The Slovak American Society of Washington, D.C.
and
Friends of Slovakia present:
“The American Formation of Czecho-Slovakia: the Cleveland Agreement and the Pittsburgh Pact”
by Prof. Gregory C. Ference, Salisbury University
Saturday, September 29th, 2:00 pm
Columbia Pike Branch Library
816 South Walter Reed Dr.
Arlington, VA
Admission is free, but RSVP is required, by 11 pm, Wednesday, September 26th, to rsvp@dcslovaks.org
With the outbreak of war in 1914, American Slovaks started looking for alternatives to remaining in Austria-Hungary. They eventually settled on an independent Czecho-Slovakia, but were afraid of assimilation by the larger Czech population in such a state. In October 1915, representatives of American Czechs and Slovaks met in Cleveland in order to end such fears and adopted an accord that called for Slovak autonomy in a joint republic. Yet, concerns remained. In May 1918, Tomáš G. Masaryk, the leader of the Czecho-Slovak liberation effort visited Pittsburgh. The American Slovaks wanted him to sign the Cleveland Agreement to allay their apprehensions about the joint union. Masaryk, however, believed it out of date and then wrote, to replace it, what became known as the Pittsburgh Pact. Although the leaders of the American Czechs and Slovaks enthusiastically endorsed the agreement, it soon caused much discord in the new Czechoslovakia.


| About this exercise |
Filter the entries, keeping every line with the string "Login".

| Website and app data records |
---+---

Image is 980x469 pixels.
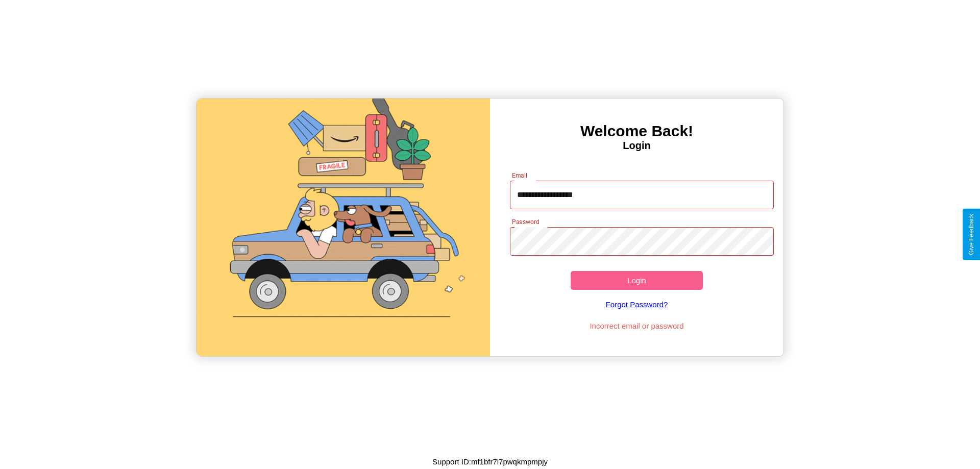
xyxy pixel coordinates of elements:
p: Incorrect email or password [505,319,769,332]
h3: Welcome Back! [490,122,784,140]
p: Support ID: mf1bfr7l7pwqkmpmpjy [432,455,548,468]
label: Email [512,171,528,179]
label: Password [512,218,539,226]
a: Forgot Password? [505,290,769,319]
button: Login [570,271,703,290]
h4: Login [490,140,784,152]
div: Give Feedback [967,214,975,255]
img: gif [196,98,490,356]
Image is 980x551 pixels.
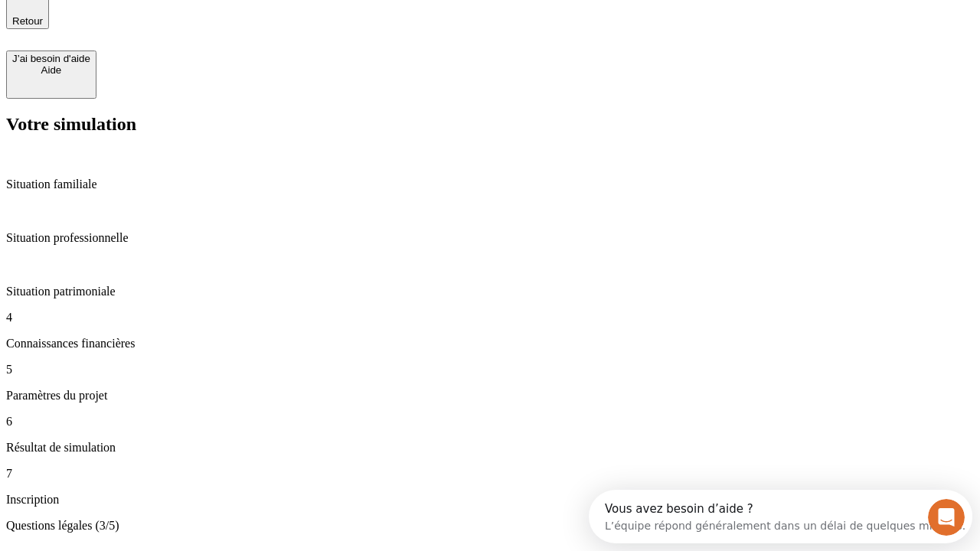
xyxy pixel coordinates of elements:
p: Situation familiale [6,178,974,192]
iframe: Intercom live chat discovery launcher [589,489,973,544]
div: L’équipe répond généralement dans un délai de quelques minutes. [16,25,377,41]
p: 4 [6,311,974,324]
h2: Votre simulation [6,114,974,135]
p: Questions légales (3/5) [6,519,974,533]
p: Paramètres du projet [6,389,974,403]
div: Ouvrir le Messenger Intercom [6,6,422,48]
p: Inscription [6,493,974,507]
p: 7 [6,467,974,480]
p: 6 [6,415,974,428]
p: Résultat de simulation [6,440,974,454]
div: Vous avez besoin d’aide ? [16,13,377,25]
p: 5 [6,363,974,377]
p: Connaissances financières [6,336,974,350]
div: Aide [12,64,90,76]
p: Situation professionnelle [6,231,974,245]
p: Situation patrimoniale [6,285,974,299]
span: Retour [12,16,42,27]
button: J’ai besoin d'aideAide [6,51,97,99]
iframe: Intercom live chat [927,498,964,535]
div: J’ai besoin d'aide [12,53,90,64]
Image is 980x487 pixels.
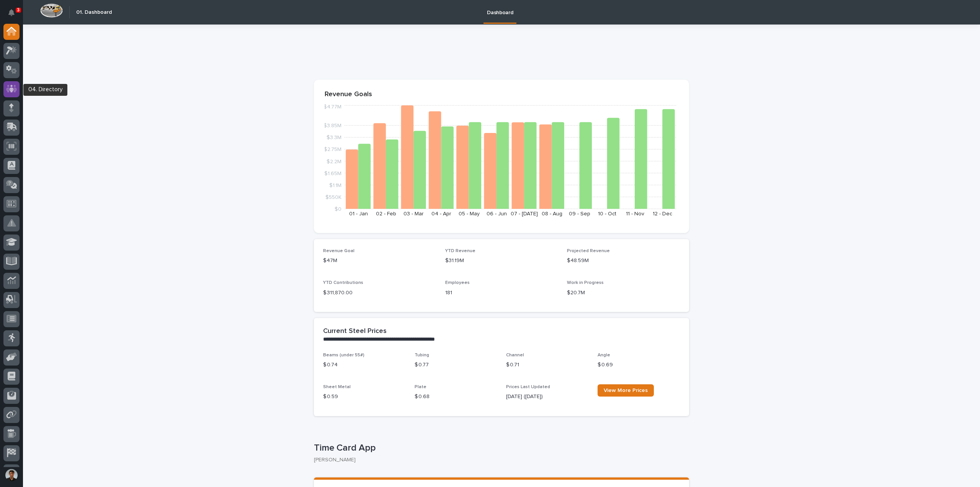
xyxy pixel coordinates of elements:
button: Notifications [3,4,19,21]
text: 07 - [DATE] [511,211,538,216]
tspan: $3.3M [326,135,341,140]
p: $20.7M [567,289,680,297]
span: YTD Contributions [323,280,363,285]
span: Channel [506,353,524,357]
p: Time Card App [314,442,686,454]
text: 10 - Oct [598,211,617,216]
span: Beams (under 55#) [323,353,365,357]
text: 04 - Apr [432,211,451,216]
p: $31.19M [446,256,558,264]
span: Work in Progress [567,280,604,285]
tspan: $0 [335,206,341,212]
span: Sheet Metal [323,385,351,389]
p: $ 0.74 [323,361,405,369]
p: $ 0.59 [323,392,405,401]
p: $48.59M [567,256,680,264]
text: 12 - Dec [653,211,672,216]
p: Revenue Goals [325,90,679,99]
p: $ 311,870.00 [323,289,436,297]
tspan: $2.75M [324,147,341,152]
p: $ 0.77 [415,361,497,369]
span: View More Prices [604,387,648,393]
tspan: $1.1M [330,182,341,187]
span: Plate [415,385,427,389]
button: users-avatar [3,467,19,483]
span: YTD Revenue [446,249,476,253]
tspan: $550K [325,194,341,199]
text: 01 - Jan [349,211,368,216]
span: Employees [446,280,470,285]
p: $ 0.69 [598,361,680,369]
span: Tubing [415,353,429,357]
p: $47M [323,256,436,264]
span: Revenue Goal [323,249,355,253]
tspan: $1.65M [325,170,341,175]
tspan: $4.77M [323,104,341,110]
p: 181 [446,289,558,297]
tspan: $3.85M [323,123,341,128]
p: $ 0.71 [506,361,588,369]
span: Prices Last Updated [506,385,550,389]
span: Projected Revenue [567,249,610,253]
text: 05 - May [459,211,480,216]
text: 06 - Jun [487,211,507,216]
p: $ 0.68 [415,392,497,401]
p: [DATE] ([DATE]) [506,392,588,401]
a: View More Prices [598,384,654,396]
img: Workspace Logo [40,3,63,18]
h2: Current Steel Prices [323,327,387,335]
h2: 01. Dashboard [76,9,112,16]
p: 3 [17,8,19,13]
span: Angle [598,353,610,357]
tspan: $2.2M [326,159,341,164]
text: 08 - Aug [542,211,563,216]
div: Notifications3 [9,9,19,21]
text: 11 - Nov [626,211,644,216]
text: 09 - Sep [569,211,590,216]
text: 02 - Feb [376,211,396,216]
p: [PERSON_NAME] [314,456,683,463]
text: 03 - Mar [404,211,424,216]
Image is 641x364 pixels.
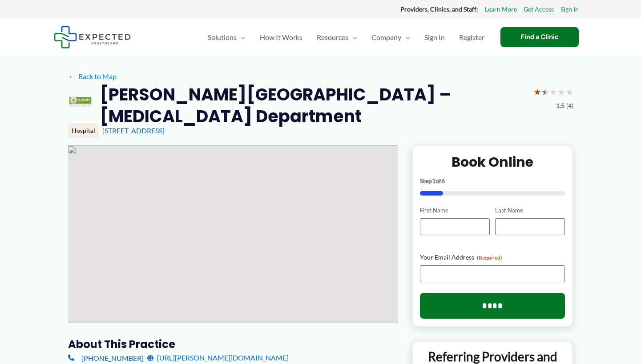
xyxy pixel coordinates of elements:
span: How It Works [260,22,302,53]
img: Expected Healthcare Logo - side, dark font, small [54,26,131,48]
a: Get Access [524,3,554,15]
nav: Primary Site Navigation [200,22,491,53]
h2: [PERSON_NAME][GEOGRAPHIC_DATA] – [MEDICAL_DATA] Department [100,83,527,127]
span: Sign In [425,22,445,53]
a: ResourcesMenu Toggle [310,22,364,53]
span: ★ [550,83,558,100]
span: ★ [542,83,550,100]
a: Learn More [485,3,517,15]
div: Hospital [68,123,99,138]
a: Sign In [417,22,452,53]
span: 1 [432,177,436,184]
a: How It Works [253,22,310,53]
span: Menu Toggle [237,22,245,53]
span: 6 [441,177,445,184]
span: Resources [317,22,349,53]
span: Register [459,22,485,53]
span: ★ [566,83,574,100]
label: First Name [420,206,490,215]
a: [STREET_ADDRESS] [103,126,165,135]
span: ← [68,72,77,81]
p: Step of [420,178,566,184]
span: Solutions [208,22,237,53]
h2: Book Online [420,153,566,170]
span: Company [372,22,402,53]
a: Sign In [561,3,579,15]
span: (Required) [477,254,502,261]
span: Menu Toggle [402,22,410,53]
a: SolutionsMenu Toggle [200,22,253,53]
label: Your Email Address [420,253,566,262]
a: CompanyMenu Toggle [364,22,417,53]
span: 1.5 [556,100,565,112]
strong: Providers, Clinics, and Staff: [400,5,478,13]
label: Last Name [495,206,565,215]
span: (4) [566,100,574,112]
span: ★ [558,83,566,100]
a: ←Back to Map [68,70,116,83]
span: Menu Toggle [349,22,357,53]
a: Find a Clinic [501,27,579,47]
span: ★ [534,83,542,100]
h3: About this practice [68,338,398,351]
a: Register [452,22,491,53]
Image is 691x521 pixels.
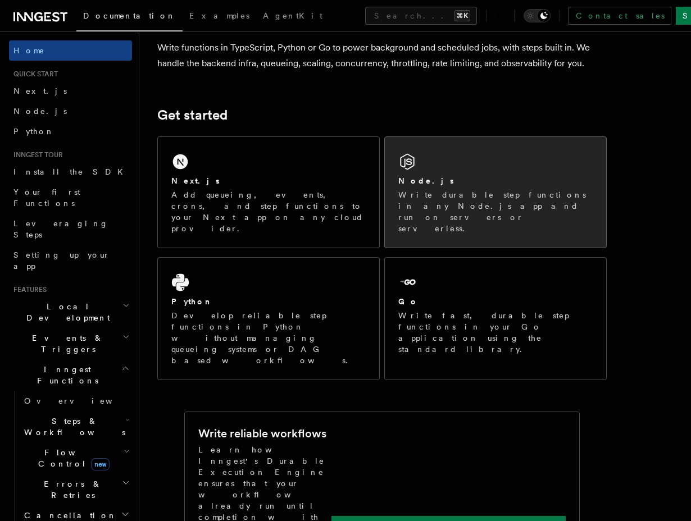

---+---

| Answer below |
button: Login [570,271,703,290]
h4: Login [490,140,784,152]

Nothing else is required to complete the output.